Other reports have described NS3 protease sequence variability using bulk sequencing (3, 9, 12). Our clonal analysis provides a more detailed evaluation of sequence variability by detecting minority variants and establishing linkage as demonstrated in studies of HIV diversity (7, 14). While there are significant differences in nucleic and amino acid sequences and enzymatic parameters (Ki, Km, etc.) (4) between genotypes, the lack of significant nucleotide and amino acid sequence variability within each genotype in our findings does not provide a basis for a genotype-dependent response to current PIs in development, as has been suggested (18).

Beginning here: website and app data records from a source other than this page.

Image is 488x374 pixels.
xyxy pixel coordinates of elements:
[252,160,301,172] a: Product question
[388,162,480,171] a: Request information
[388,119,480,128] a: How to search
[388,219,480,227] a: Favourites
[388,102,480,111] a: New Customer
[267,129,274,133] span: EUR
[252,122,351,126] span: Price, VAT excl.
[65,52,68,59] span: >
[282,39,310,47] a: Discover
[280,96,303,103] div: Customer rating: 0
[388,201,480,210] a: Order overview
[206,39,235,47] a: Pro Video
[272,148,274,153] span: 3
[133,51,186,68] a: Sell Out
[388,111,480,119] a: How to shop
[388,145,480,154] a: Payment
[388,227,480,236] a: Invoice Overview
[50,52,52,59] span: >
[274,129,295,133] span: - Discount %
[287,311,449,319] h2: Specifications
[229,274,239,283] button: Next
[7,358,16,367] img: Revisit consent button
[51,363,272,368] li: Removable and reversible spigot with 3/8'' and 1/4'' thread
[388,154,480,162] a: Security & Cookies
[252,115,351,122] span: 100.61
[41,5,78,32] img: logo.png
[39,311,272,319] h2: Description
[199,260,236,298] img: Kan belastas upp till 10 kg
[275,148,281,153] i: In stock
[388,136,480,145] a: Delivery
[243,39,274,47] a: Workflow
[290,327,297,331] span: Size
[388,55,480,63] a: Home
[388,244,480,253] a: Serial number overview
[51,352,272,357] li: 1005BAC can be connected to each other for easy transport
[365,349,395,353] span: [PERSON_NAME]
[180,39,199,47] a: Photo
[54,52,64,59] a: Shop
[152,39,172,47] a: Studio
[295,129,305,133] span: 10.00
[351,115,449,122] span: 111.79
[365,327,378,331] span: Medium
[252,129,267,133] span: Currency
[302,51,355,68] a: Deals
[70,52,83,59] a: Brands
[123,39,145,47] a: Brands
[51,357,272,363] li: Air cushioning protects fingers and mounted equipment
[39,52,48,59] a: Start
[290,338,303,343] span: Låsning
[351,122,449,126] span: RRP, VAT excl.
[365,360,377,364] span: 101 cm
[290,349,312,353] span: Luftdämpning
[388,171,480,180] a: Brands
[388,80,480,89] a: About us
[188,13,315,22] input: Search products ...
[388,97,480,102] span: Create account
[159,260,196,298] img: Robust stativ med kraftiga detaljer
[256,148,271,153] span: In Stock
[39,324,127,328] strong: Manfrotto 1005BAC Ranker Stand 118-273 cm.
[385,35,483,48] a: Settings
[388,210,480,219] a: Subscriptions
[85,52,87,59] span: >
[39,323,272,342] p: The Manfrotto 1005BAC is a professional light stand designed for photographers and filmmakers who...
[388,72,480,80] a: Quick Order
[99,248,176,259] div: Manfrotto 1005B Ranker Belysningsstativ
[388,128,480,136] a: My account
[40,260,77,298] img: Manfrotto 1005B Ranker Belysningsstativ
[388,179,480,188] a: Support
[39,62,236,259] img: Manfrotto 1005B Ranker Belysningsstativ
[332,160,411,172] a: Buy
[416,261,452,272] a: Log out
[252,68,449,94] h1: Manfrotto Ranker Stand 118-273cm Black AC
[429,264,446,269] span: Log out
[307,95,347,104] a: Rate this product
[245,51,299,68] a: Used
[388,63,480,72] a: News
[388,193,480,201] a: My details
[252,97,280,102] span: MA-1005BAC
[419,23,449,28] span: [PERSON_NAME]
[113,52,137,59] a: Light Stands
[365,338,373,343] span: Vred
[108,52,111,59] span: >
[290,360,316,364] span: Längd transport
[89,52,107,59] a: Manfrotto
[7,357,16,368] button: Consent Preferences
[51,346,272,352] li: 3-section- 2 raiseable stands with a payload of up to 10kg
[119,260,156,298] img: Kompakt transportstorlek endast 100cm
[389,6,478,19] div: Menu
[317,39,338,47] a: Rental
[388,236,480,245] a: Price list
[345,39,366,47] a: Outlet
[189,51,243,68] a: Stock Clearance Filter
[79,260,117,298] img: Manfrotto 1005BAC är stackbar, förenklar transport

While it is possible that bias due to differences in viral load could influence measures of diversity, the likelihood of sample bias or founder effects in this study is low, as the minimum virus load of all patients was 205,000 HCV RNA copies/ml, and only a single round of PCR was employed. Indeed, no significant correlation between HCV viral load and genetic diversity was observed. Overall, changes in important protease positions were rare, and some may have been introduced during Taq-mediated amplification. Thus, further analysis of these variants may be warranted to evaluate their prevalence in other patient groups and their effect on enzyme function.
Resistance to HCV PIs will be an important factor in managing the long-term use of these agents, similar to that seen with HIV protease gene resistance after HIV PI use (8). None of the mutations definitively associated with resistance to HCV PIs was seen in our untreated patients. However, amino acid substitutions at some of those positions were found, suggesting that genotype 1a may develop resistant strains early during PI therapy. Observations with HIV PI resistance suggest that multiple amino acid variants at known drug resistance positions will affect susceptibility (16).
The additional impact of HIV infection or treatment on NS3 diversity is largely unknown, as we did not analyze patients with HCV monoinfection. Previously, we have shown that HIV treatment significantly increases HCV E2 gene diversity and complexity in patients coinfected with HIV and HCV (2). Longitudinal studies will be required to determine whether the evolution of NS3 genetic diversity is related to virologic, immunologic, or clinical progression and HIV and/or HCV treatment responses.
Nucleotide sequence accession numbers. Sequences reported in this paper have been submitted to GenBank under accession numbers DQ355522 to DQ355749.